You’re looking at beer man Chris Surrusco and Chef Teddy Folkman back in 2007 inside Granville Moore’s on H Street NE. The bar known best for its Belgian beer, mussels, frites, and dark corners for conversation will celebrate its 10-year anniversary Aug. 3.
The duo in the throwback photo recently reunited at the restaurant—Folkman full-time in the kitchen and Surrusco part-time while he still brews beer at Denizens Brewing Co.
The big birthday has Folkman reminiscing. “[Owner] Joe Englert had this idea to open a Belgian restaurant in the area and make it look like it had been there for 50 years,” he says. “So when people eventually came to H Street, it would look like a dingy, dive bar that’s been there forever.”
Folkman says 75 percent of storefronts were boarded up and abandoned from 4th to 14th Streets when he plated his first pot of mussels. He lists his 2007 contemporaries: Cluck-U Chicken, Palace of Wonders, The Pug, The Argonaut, Rock & Roll Hotel, H Street Martini Lounge, Red and Black,Horace & Dickie’s, Tony’s Breakfast and dueling Chinese take-out and fried chicken joints he calls “Good Danny’s” and “Bad Danny’s.”
“Everybody was tight back then,” Folkman recalls. “We knew that we weren’t in competition with each other. We were in competition with other neighborhoods.”
Anytime a new restaurant debuted, they would welcome them into what Folkman jokingly calls the “H Street Mafia.” Industry pros in the neighborhood would provide newcomers with a helpful list that included names of reliable contractors and contact information for dishwashers should an employee call out or not show up. The list still exists, most recently shared with Swiss restaurant Stable when it opened in April.
The 2007 clientele was limited to the neighborhood for the first couple months until the fall, when people started filing in from all over. Folkman says the big draw was their selection of Belgian beer because those brews weren’t as accessible as they are now.
“Then our food started taking off,” Folkman says. “We were serving foie gras, bison tartare, and escargot in 2007 on H Street. And it sold!” It helped that the bar got a boost from being featured on Food Network.
Only two dishes have been on the menu the entire lifespan of the watering hole: the blue cheese mussels and the bison burger. Folkman says the blue cheese mussels started out as an “I dare you to try it” dish, the thought being that crumbly, funky cheese and seafood aren’t good bedfellows.
But those two crave-worthy dishes alone aren’t what has kept Granville Moore’s going. “It all had to do with the staff,” Folkman says. “You can have amazing food and an amazing beverage selection, but if the people serving it aren’t loving it and they’re not into it, it just ruins it.
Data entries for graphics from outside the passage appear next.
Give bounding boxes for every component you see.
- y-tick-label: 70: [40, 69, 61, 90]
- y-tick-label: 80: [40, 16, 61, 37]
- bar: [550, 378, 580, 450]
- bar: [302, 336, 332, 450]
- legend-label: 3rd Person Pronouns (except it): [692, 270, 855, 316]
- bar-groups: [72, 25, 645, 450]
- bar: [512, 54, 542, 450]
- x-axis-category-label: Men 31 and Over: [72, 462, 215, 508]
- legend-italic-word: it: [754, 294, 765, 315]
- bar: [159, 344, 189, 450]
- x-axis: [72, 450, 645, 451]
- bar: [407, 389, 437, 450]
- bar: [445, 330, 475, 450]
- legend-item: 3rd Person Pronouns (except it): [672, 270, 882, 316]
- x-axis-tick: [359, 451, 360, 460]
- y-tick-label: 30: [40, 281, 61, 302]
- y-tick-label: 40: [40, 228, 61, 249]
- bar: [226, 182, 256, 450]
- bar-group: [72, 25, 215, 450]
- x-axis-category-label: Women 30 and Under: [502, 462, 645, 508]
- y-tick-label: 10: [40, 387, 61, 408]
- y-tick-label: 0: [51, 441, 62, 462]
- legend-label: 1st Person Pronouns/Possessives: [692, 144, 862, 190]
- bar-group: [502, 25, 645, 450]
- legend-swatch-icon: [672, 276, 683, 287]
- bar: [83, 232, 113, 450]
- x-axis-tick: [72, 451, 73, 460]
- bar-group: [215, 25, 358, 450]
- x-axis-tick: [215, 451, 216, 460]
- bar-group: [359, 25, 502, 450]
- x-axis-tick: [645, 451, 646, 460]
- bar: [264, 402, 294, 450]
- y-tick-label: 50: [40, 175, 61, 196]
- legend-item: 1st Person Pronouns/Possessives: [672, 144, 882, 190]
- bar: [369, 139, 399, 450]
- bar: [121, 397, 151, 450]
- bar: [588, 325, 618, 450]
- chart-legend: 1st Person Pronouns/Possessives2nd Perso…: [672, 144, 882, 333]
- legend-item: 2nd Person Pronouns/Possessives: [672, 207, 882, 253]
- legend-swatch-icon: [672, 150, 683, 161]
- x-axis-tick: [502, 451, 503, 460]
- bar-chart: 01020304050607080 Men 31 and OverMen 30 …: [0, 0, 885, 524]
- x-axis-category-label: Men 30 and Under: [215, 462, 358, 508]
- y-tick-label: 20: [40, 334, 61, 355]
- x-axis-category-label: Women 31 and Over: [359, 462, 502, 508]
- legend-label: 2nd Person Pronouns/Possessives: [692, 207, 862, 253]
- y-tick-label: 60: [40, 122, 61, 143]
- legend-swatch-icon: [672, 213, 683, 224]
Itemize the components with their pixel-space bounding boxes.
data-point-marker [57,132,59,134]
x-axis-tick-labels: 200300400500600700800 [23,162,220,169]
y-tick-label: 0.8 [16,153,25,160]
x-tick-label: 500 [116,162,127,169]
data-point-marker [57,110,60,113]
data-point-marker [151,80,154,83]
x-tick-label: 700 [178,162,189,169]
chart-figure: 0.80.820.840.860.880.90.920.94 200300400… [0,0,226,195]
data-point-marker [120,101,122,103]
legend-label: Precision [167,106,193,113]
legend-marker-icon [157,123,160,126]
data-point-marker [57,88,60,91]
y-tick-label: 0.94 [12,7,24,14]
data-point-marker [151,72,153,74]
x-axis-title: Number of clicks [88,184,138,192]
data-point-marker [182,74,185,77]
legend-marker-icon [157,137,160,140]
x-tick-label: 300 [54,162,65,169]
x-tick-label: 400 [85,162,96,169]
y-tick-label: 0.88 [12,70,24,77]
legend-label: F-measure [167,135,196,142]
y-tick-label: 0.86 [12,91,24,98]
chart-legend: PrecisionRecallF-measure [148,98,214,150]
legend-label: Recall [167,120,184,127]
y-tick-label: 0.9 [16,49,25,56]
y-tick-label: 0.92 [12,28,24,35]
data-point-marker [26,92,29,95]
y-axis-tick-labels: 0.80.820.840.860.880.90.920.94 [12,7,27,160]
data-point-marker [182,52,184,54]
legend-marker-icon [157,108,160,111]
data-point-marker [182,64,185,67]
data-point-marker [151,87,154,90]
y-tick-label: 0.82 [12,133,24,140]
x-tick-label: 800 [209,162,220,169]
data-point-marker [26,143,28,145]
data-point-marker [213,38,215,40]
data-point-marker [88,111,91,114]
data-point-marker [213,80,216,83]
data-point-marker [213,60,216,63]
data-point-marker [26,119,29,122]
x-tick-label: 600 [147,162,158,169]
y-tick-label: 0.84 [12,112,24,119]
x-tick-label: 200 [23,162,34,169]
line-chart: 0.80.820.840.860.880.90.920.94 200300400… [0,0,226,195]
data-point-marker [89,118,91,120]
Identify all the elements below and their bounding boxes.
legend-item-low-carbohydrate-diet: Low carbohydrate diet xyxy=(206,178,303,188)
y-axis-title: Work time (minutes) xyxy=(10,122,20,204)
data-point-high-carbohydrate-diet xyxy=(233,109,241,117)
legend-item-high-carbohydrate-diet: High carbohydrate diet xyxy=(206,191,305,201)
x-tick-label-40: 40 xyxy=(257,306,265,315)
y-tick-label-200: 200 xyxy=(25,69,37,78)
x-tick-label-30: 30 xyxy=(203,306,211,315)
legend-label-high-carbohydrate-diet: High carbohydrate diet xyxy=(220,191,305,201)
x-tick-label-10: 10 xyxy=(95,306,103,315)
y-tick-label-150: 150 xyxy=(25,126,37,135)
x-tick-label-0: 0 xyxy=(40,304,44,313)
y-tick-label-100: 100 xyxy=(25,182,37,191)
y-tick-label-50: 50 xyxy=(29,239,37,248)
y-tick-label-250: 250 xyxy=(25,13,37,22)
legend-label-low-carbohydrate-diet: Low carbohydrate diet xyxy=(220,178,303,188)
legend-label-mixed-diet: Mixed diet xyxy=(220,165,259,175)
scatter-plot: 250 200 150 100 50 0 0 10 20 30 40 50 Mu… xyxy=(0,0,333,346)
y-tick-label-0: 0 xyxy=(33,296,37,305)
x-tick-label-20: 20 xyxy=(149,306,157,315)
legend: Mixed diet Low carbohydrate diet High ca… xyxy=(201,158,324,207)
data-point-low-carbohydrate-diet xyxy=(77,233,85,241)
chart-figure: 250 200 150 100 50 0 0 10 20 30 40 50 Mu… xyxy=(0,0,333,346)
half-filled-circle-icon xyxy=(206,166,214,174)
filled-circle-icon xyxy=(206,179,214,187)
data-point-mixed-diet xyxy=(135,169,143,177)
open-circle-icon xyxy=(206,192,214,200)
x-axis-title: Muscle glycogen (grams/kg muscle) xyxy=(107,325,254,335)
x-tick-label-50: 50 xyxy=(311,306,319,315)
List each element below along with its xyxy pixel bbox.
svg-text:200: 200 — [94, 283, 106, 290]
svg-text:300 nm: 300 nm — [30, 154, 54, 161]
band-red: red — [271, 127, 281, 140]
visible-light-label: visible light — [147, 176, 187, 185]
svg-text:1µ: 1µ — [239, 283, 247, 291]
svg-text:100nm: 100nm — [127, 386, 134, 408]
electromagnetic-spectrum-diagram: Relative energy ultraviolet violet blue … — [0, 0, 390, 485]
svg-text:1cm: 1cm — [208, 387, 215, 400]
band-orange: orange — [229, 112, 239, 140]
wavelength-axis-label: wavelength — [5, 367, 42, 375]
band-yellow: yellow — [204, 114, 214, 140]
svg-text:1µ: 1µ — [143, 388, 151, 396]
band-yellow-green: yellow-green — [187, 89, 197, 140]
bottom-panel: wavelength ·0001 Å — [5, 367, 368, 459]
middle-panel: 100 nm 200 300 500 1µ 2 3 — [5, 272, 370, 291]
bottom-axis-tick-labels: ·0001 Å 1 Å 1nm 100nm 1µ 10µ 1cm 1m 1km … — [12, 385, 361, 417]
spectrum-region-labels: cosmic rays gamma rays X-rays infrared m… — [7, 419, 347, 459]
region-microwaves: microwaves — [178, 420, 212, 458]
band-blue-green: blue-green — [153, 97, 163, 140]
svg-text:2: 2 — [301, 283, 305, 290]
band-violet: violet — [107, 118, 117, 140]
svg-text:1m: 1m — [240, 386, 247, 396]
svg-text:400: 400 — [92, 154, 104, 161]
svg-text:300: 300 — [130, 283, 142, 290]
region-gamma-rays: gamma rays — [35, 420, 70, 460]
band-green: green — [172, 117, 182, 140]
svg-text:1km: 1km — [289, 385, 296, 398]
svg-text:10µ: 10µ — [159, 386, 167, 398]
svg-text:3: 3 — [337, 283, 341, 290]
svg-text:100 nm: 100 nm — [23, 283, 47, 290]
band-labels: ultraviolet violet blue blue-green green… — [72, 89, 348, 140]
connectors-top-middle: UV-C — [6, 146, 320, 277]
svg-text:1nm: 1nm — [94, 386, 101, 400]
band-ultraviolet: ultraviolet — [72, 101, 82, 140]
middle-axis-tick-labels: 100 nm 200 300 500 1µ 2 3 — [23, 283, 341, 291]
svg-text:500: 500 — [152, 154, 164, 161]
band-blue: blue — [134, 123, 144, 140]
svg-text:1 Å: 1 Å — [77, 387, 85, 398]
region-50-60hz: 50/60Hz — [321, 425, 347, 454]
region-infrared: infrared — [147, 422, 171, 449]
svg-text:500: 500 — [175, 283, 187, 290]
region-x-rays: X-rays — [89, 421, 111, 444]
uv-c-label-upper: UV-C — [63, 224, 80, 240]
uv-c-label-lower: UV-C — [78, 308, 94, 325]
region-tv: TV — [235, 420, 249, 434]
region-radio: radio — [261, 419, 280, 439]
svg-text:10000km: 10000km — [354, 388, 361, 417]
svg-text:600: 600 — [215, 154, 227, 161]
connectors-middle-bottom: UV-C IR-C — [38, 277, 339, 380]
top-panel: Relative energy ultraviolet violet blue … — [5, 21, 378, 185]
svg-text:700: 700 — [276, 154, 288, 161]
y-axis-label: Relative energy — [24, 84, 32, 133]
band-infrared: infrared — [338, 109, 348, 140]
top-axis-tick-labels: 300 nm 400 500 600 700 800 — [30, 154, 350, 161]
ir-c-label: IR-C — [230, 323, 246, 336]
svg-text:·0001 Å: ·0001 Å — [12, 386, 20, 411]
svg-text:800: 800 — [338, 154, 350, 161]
That’s the secret of our longevity.”
In honor of their anniversary, Granville Moore’s is returning to its roots. “We realized six months ago when we were doing all sorts of stuff that it was time to go back to what we do best: mussels, fries, and beer,” Folkman says. “A lot of changes in the neighborhood made us change ourselves, but it wasn’t for the better. Now we’re getting back to what’s good.”
Folkman’s current menu highlights some of the most popular items throughout the years, including a brisket steak and cheese, asparagus soup with porcini mushrooms, and a mussel preparation with coconut milk, tomatoes, chipotle, and lime. Meanwhile, new beer monger Brendan Kilroy has recently added Belgian-style American craft beers from breweries such as Ommegang, North Coast, and Unibroue, as well as a more robust local beer lineup.
Note that in celebration, mussels will be $10 a bowl from Aug. 3-10.